Yard Work Reminds Me of Walk with Christ

How many of you are lawn or garden people? Then you are going to get this analogy that came to me while mowing my lawn last week.

Our daily walk in The Word & with our Father is much like lawn care. Stay with me here. Just like we fertilize our lawns to help them stay green, grown in thick, & just plain stay healthy we need to be fertilizing our lives with God’s Word. Now when we don’t fertilize our lawns they do not grow weeds right away. It’s the same in our own lives. When we stray away from being in God’s Word daily our lives may not look that much different…right away. It’s after time that we start to notice our yards being overgrown with creeping charlie or dandelions. It’s after time that our hearts become filled with regrets, angers, resentments, etc. None of it happens overnight.

Here’s the cool thing though! Just like we can fix our lawns from weeds, Christ came to fix our lives of sin. We can begin fertilizing our lawns again and with some extra work to remove the weeds that have crept in we can once again have that healthy looking lawn. It’s the same in our own lives. Maybe you’ve strayed from reading God’s Word daily. Maybe you haven’t been in daily conversation with the Lord of your life. All it takes is to pick up The Scriptures and start reading & let God do the rest.

When I’m in God’s Word I make better choices. When I’m in God’s Word I’m able to be disciplined in areas of my life that I can’t be disciplined on my own. Again, when you drive by a house and see green you don’t know if it’s weeds or grass. All you see is green. It looks good. It’s the same in our lives. People around us cross our paths with so much going on in their own lives that they aren’t looking closely at ours. They see the surface. They see our outward appearance. God mows the lawn though. When you actually mow the lawn you see the weeds. God sees our hearts. That’s what really matters. How are your lawns? How are your hearts? While mowing my lawn yesterday I recognized I haven’t spent the money on fertilizer for a couple years now & now my lawn shows it. Again, you can’t see it from the street. My neighbors are constantly complimenting me on how green my lawn is. They are looking at it from across the street though. When I first bought the house I spent a lot of time fertilizing, weeding, & REALLY taking care of the yard. I got to a place though where I had to choose groceries or fertilizer so I hadn’t been fertilizing. It’s the same in my daily walk with God. There are so many things competing for my time that it’s easy to get pulled away from spending time daily in His Word & in conversation with Him. Just as we need to attend to our yards to keep them healthy we need to be attending to our spiritual lives. How many of us are spending the same amount of time & money on our spiritual lives as we are on maintaining our yards?

Scripture Memory Work Week 25

Psalm 84

New American Standard Bible (NASB)

Psalm 84:1-2

Longing for the Temple Worship.

    For the choir director; [a]on the Gittith. A Psalm of the sons of Korah.

 1 How lovely are Your (A)dwelling places,
O LORD of hosts!
2 My (B)soul longed and even yearned for the courts of the LORD;
My heart and my flesh sing for joy to the (C)living God.

Convicting Word

Romans 7:15-25

The Message (MSG)

14-16I can anticipate the response that is coming: “I know that all God’s commands are spiritual, but I’m not. Isn’t this also your experience?” Yes. I’m full of myself—after all, I’ve spent a long time in sin’s prison. What I don’t understand about myself is that I decide one way, but then I act another, doing things I absolutely despise. So if I can’t be trusted to figure out what is best for myself and then do it, it becomes obvious that God’s command is necessary.

17-20But I need something more! For if I know the law but still can’t keep it, and if the power of sin within me keeps sabotaging my best intentions, I obviously need help! I realize that I don’t have what it takes. I can will it, but I can’t do it. I decide to do good, but I don’t really do it; I decide not to do bad, but then I do it anyway. My decisions, such as they are, don’t result in actions. Something has gone wrong deep within me and gets the better of me every time.

21-23It happens so regularly that it’s predictable. The moment I decide to do good, sin is there to trip me up. I truly delight in God’s commands, but it’s pretty obvious that not all of me joins in that delight. Parts of me covertly rebel, and just when I least expect it, they take charge.

24I’ve tried everything and nothing helps. I’m at the end of my rope. Is there no one who can do anything for me? Isn’t that the real question?

25The answer, thank God, is that Jesus Christ can and does. He acted to set things right in this life of contradictions where I want to serve God with all my heart and mind, but am pulled by the influence of sin to do something totally different.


» **EXERCISE DETAILS**
Go through the material below and report how many lines contain "illustration". Give only the number.

» **MATERIAL PROVIDED**
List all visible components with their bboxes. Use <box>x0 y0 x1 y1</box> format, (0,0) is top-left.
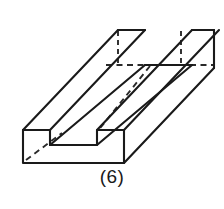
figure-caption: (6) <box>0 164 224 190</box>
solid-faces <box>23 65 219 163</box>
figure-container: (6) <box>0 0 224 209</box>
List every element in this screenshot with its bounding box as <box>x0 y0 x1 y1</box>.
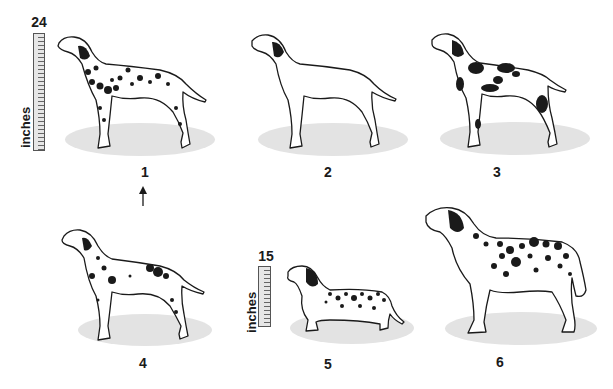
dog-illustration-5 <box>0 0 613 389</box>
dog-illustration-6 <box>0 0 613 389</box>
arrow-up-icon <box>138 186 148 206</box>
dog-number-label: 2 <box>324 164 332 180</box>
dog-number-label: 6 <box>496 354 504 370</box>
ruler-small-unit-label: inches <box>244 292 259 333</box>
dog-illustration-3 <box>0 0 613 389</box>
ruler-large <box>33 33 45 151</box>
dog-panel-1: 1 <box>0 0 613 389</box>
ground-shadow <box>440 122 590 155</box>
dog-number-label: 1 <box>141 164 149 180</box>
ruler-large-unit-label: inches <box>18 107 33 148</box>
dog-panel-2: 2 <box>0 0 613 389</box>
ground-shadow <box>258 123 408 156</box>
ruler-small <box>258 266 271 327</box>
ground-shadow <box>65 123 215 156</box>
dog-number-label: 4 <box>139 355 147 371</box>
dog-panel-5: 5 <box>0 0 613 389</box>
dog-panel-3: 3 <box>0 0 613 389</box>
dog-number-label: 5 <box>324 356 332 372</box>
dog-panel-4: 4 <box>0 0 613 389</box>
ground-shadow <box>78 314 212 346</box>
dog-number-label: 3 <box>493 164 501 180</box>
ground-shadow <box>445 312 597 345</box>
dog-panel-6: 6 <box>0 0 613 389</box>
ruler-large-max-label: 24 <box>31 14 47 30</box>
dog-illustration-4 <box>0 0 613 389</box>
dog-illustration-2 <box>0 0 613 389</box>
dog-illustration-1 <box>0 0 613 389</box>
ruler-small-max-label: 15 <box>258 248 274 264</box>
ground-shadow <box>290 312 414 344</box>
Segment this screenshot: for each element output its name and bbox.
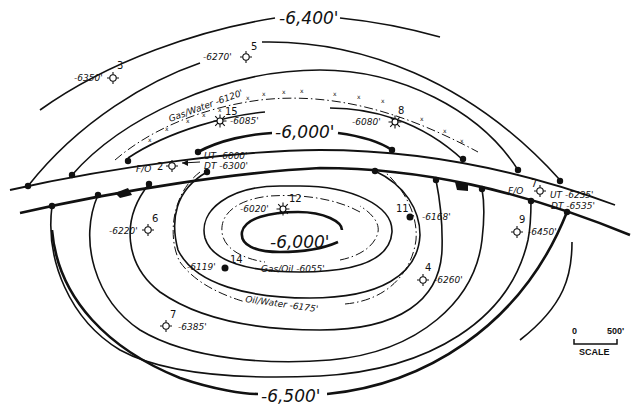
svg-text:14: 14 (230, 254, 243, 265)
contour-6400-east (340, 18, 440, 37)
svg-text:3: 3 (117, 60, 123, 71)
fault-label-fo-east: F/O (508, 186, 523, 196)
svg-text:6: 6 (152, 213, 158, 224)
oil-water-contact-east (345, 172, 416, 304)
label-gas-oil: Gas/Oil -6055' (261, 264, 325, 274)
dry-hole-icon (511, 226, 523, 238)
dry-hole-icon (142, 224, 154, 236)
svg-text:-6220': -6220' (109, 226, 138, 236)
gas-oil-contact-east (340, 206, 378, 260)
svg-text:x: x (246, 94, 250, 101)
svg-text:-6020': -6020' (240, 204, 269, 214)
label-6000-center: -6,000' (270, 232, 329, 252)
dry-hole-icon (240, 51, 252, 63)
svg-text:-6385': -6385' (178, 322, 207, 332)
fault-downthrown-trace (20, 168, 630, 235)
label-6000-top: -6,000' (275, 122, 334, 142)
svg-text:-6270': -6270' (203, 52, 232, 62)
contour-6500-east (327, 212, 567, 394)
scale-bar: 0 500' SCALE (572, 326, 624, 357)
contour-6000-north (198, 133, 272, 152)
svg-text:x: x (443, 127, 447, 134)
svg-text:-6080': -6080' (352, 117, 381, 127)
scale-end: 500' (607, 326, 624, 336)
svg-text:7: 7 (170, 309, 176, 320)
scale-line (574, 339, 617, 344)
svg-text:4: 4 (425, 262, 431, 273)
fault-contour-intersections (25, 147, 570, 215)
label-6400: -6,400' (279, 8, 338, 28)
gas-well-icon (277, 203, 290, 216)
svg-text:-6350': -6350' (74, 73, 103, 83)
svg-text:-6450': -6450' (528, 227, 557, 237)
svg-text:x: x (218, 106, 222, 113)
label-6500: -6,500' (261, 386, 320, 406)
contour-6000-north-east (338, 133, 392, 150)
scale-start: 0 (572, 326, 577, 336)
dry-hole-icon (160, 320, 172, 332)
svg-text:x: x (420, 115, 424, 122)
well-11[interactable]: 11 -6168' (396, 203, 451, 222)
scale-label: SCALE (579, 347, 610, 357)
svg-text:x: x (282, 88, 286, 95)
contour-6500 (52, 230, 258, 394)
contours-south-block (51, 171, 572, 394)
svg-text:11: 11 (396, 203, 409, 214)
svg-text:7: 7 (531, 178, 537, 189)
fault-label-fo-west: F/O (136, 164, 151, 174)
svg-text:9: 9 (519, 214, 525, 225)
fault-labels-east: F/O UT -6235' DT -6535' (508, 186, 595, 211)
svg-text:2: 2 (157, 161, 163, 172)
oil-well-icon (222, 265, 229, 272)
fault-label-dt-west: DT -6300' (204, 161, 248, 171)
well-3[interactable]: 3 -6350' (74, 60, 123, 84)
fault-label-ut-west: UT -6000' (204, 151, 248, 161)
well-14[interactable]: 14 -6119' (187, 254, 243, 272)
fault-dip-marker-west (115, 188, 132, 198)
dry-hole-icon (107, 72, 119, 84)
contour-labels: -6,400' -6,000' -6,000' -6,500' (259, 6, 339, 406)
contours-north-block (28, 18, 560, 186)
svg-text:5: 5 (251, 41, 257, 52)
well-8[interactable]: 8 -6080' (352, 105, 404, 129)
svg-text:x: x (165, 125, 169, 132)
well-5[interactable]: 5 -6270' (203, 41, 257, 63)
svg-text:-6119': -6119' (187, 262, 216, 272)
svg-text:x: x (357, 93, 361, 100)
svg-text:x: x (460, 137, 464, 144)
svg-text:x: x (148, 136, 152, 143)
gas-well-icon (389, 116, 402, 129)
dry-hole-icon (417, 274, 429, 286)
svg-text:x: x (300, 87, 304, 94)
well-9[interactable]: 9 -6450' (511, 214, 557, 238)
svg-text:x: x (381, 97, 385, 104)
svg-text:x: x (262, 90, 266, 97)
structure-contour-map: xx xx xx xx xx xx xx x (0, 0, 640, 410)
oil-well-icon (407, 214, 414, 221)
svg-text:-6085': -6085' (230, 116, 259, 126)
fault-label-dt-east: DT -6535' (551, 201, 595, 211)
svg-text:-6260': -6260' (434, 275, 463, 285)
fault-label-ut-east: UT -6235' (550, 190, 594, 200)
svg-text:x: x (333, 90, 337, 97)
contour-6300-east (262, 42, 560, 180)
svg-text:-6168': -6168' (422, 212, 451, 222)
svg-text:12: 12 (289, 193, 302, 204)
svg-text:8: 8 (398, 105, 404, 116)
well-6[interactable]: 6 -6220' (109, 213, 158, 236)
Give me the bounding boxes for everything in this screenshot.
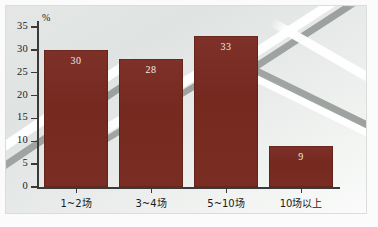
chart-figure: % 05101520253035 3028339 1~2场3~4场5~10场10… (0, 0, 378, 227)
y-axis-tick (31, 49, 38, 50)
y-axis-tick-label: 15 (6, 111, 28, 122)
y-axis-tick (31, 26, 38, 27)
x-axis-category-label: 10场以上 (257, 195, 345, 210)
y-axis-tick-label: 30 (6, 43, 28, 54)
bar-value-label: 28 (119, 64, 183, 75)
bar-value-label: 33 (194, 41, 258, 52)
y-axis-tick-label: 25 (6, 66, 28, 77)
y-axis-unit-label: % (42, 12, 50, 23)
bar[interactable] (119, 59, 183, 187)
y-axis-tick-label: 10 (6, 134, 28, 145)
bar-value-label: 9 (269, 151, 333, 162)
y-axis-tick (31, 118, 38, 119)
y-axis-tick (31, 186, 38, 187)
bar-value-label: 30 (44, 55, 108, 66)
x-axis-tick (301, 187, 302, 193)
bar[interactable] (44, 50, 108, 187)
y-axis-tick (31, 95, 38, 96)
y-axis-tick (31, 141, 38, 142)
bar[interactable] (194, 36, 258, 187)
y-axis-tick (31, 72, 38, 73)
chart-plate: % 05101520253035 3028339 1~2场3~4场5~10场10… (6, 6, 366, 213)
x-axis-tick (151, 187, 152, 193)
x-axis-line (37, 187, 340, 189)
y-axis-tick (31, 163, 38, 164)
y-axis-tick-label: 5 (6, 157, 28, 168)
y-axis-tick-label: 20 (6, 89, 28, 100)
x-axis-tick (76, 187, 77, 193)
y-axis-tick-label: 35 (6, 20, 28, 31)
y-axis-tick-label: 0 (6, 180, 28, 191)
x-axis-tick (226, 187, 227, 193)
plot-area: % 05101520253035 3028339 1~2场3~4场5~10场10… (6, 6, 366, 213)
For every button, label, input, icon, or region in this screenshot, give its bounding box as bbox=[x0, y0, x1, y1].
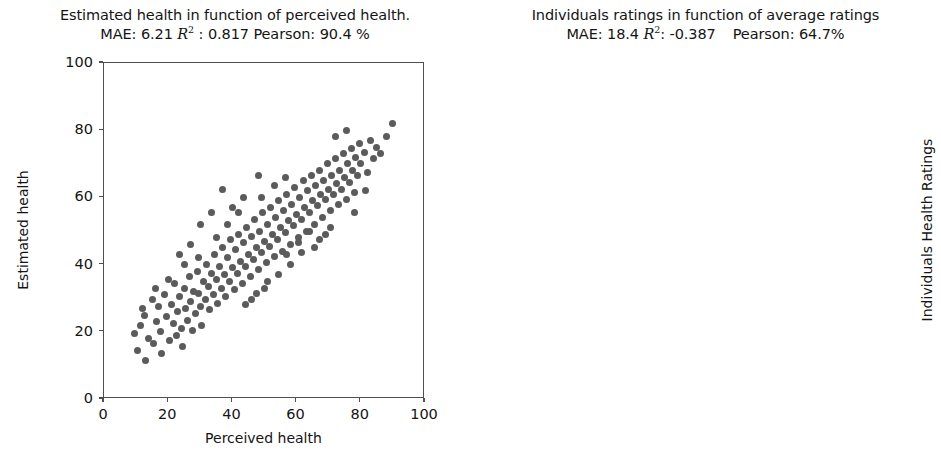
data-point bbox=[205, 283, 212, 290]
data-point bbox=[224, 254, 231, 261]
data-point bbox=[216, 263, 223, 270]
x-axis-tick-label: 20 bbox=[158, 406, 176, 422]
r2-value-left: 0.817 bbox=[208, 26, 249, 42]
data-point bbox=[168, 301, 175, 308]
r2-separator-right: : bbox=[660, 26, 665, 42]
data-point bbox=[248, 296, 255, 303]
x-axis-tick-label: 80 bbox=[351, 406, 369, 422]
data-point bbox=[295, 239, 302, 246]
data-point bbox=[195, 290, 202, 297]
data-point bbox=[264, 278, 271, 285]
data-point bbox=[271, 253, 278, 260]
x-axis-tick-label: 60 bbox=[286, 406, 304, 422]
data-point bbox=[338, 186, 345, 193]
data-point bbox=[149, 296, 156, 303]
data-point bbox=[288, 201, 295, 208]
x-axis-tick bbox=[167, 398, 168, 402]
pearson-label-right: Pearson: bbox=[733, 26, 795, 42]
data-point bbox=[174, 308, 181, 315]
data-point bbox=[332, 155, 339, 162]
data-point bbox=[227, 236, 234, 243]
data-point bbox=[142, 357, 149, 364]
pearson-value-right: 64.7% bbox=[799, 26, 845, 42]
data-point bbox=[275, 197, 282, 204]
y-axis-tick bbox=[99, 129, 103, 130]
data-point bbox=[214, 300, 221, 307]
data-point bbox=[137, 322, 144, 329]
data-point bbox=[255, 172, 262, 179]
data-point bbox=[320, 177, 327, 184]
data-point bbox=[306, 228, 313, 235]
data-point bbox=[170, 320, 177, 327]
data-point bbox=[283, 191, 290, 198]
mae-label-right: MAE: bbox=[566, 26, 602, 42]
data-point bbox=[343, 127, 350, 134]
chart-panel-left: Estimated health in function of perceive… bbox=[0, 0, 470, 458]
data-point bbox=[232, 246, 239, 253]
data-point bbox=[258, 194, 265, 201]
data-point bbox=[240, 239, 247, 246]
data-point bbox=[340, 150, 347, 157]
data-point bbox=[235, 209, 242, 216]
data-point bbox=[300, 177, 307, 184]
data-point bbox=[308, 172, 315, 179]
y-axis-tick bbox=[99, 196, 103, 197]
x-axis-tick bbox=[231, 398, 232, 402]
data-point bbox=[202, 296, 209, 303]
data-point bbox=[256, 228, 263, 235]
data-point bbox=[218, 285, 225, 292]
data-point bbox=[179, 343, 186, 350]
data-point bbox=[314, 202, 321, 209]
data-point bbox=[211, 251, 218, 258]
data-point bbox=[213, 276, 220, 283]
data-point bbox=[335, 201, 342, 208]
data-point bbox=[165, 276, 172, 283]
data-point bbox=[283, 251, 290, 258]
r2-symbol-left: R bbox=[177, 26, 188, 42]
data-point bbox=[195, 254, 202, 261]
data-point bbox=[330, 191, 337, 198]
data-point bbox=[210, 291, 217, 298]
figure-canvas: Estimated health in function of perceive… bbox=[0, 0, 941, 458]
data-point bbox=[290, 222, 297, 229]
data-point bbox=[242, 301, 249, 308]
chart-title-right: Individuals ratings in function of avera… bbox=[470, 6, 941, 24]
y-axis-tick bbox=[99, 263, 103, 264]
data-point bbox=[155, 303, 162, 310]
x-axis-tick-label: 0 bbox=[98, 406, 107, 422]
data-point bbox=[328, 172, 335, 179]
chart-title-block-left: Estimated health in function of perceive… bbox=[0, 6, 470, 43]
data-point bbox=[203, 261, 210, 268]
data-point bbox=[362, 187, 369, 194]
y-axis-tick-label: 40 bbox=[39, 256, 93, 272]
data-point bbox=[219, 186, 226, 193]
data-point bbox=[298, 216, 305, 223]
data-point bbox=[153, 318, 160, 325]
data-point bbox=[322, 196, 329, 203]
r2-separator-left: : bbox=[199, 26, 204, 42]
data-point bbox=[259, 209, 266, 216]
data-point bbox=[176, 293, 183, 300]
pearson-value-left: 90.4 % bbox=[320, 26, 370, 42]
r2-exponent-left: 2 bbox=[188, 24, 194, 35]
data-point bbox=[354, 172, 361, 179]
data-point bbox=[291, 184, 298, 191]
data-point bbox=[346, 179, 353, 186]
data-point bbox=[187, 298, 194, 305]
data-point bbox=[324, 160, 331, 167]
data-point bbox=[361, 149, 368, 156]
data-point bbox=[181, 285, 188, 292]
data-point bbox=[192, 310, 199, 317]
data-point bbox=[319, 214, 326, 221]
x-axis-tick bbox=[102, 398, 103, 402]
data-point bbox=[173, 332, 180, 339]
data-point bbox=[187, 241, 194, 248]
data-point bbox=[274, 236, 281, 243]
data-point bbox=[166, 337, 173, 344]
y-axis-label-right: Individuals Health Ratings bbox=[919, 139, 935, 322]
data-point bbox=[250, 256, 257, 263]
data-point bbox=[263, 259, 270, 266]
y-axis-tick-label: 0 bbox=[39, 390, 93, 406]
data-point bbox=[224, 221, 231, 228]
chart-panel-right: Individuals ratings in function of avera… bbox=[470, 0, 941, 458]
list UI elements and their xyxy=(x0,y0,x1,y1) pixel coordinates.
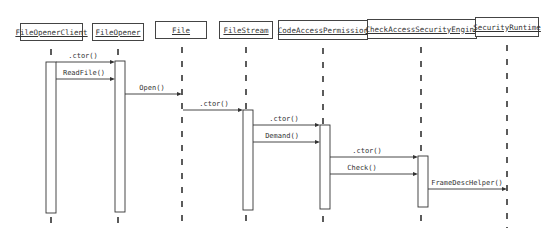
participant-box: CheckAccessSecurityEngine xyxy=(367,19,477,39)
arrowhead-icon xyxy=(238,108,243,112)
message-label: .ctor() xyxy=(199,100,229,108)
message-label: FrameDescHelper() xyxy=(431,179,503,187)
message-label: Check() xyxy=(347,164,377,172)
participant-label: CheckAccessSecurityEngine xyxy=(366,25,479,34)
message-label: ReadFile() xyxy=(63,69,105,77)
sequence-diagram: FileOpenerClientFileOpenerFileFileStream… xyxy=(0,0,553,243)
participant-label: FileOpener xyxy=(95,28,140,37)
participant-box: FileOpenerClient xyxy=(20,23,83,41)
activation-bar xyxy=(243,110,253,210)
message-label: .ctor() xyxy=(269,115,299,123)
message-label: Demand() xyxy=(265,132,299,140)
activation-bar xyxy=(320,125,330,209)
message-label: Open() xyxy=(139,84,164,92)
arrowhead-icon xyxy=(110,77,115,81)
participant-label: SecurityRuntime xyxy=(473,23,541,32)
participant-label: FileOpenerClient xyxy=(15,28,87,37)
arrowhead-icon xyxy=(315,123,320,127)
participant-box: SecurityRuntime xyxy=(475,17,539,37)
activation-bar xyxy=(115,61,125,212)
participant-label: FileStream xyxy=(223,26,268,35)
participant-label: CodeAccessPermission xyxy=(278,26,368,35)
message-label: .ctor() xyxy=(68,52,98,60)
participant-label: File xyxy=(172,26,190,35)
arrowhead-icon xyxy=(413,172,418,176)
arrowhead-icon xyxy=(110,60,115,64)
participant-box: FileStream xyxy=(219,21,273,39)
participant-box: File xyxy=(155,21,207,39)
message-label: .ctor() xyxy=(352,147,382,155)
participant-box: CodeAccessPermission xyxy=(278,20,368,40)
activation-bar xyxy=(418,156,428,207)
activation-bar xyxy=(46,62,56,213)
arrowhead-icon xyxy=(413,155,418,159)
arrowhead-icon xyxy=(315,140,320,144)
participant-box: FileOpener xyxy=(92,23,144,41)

» **ANSWER FOR THIS EXERCISE**
6